Arts & Culture
A poet’s quarrel with herself
Danielle Chapman’s lustrous memoir is at its best when she holds her family’s Confederate history up to the light.
For love of Dante
Angela Alaimo O’Donnell writes, in 39 poems, a charmingly backhanded love letter to the Italian poet.
Clarissa and her flowers
Reading The Hours in my husband’s hospital room, I was stunned by the novel’s incarnational imagery.
Piercing the veil
Zach Williams’s stories of everyday life are propelled by strange turns of events, like a dad discovering his son’s sixth toe in the bath.
Does Nathan Hill wink at us in Wellness?
Why are non-White characters so absent from this urban/suburban narrative?

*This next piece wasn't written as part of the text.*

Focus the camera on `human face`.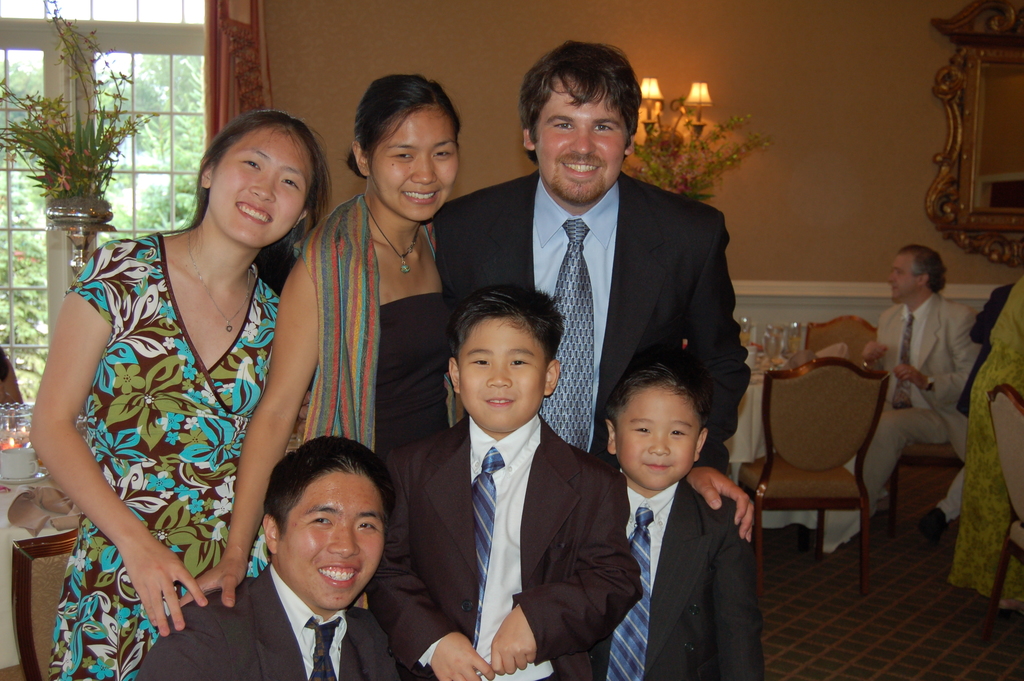
Focus region: select_region(535, 78, 627, 200).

Cultivating literary Dallas
“It was not enough to publish books,” says Deep Vellum founder Will Evans. “We needed a place to invite people in, to put literature at the core of the cultural community.”
The heart of the humanities
In a culture that too often values people simply for their labor, learning for learning’s sake is its own good.
Gods who make worlds
By definition, epic fantasy involves a world with a creator. Tad Williams’s Osten Ard is the best since Tolkien’s Middle-earth.
Finding ourselves in a Nigerian war novel
Chigozie Obioma offers a narrative that transcends bullets and politics.
A novel about (not) writing an essay
Rosalind Brown’s debut novel could be understood as a midrash on Montaigne’s metaphor of the mind as runaway horse.